I disagree, see above. I think a very great deal of analysis is required if we are to make any progress and have a chance to improve our level of Being. In order to become what we are, first we must come out of what we are not. And for that a great deal of self study, feedback and analysis is needed I think. Otherwise we can spend our whole life only indulging in wishful thinking and imagination and end it having achieved no change in Being at all. All the while imagining that we have. There may indeed already be something there inside us, the question then is how do we get to it, or, what is it which prevents us from being able to access it?

[quote author=Gurdjieff – In Search of the Miraculous]
"But there are a thousand things which prevent a man from awakening, which keep him in the power of his dreams. In order to act consciously with the intention of awakening, it is necessary to know the nature of the forces which keep man in a state of sleep.

"First of all it must be realized that the sleep in which man exists is not normal but hypnotic sleep. Man is hypnotized and this hypnotic state is continually maintained and strengthened in him. One would think that there are forces for whom it is useful and profitable to keep man in a hypnotic state and prevent him from seeing the truth and understanding his position.

"There is an Eastern tale which speaks about a very rich magician who had a great many sheep. But at the same time this magician was very mean. He did not want to hire shepherds, nor did he want to erect a fence about the pasture where his sheep were grazing. The sheep consequently often wandered into the forest, fell into ravines, and so on, and above all they ran away, for they knew that the magician wanted their flesh and skins and this they did not like.

"At last the magician found a remedy. He hypnotized his sheep and suggested to them first of all that they were immortal and that no harm was being done to them when they were skinned, that, on the contrary, it would be very good for them and even pleasant; secondly he suggested that the magician was a good master who loved his flock so much that he was ready to do anything in the world for them; and in the third place he suggested to them that if anything at all were going to happen to them it was not going to happen just then, at any rate not that day, and therefore they had no need to think about it. Further the magician suggested to his sheep that they were not sheep at all; to some of them he suggested that they were lions, to others that they were eagles, to others that they were men, and to others that they were magicians.
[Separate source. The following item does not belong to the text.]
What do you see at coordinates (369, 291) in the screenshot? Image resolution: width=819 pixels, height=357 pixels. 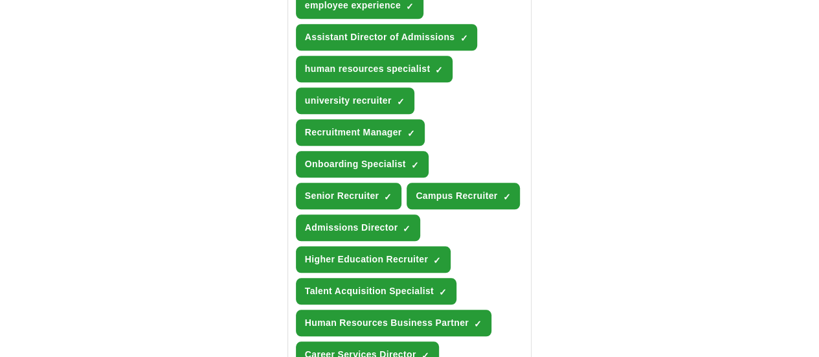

"And after this all his cares and worries about the sheep came to an end. They never ran away again but quietly awaited the time when the magician would require their flesh and skins.

"This tale is a very good illustration of man's position.[/quote]
 
Alada said:
[quote author=Gurdjieff – In Search of the Miraculous]
"There are," he said, "two lines along which man's development proceeds, the line of knowledge and the line of being. In right evolution the line of knowledge and the line of being develop simultaneously, parallel to, and helping one another. But if the line of knowledge gets too far ahead of the line of being, or if the line of being gets ahead of the line of knowledge, man's development goes wrong, and sooner or later it must come to a standstill.
[/quote]

Maybe it explains about the idea of the secluded hermit living in its cave, because he is not of "part of the world" (the objective looking of a "man of knowledge")?

I understand it as that a higher being would rather appear with a solid state of being, more in a sense of being a higher normal person (because if there is life on earth, there should be kind of a basic working model for growing and prospering in it) because of a higher standard of objectivity.

Thus, such a person would share its being with other people, because he would never been able to reach this state without them, so being naturally occurs midst of people.

I would love to stay in my bubble, but after some time I naturally feel the need of reaching other selves, to share stuff, what I find is worth in life, without fear, just in the manner of being myself.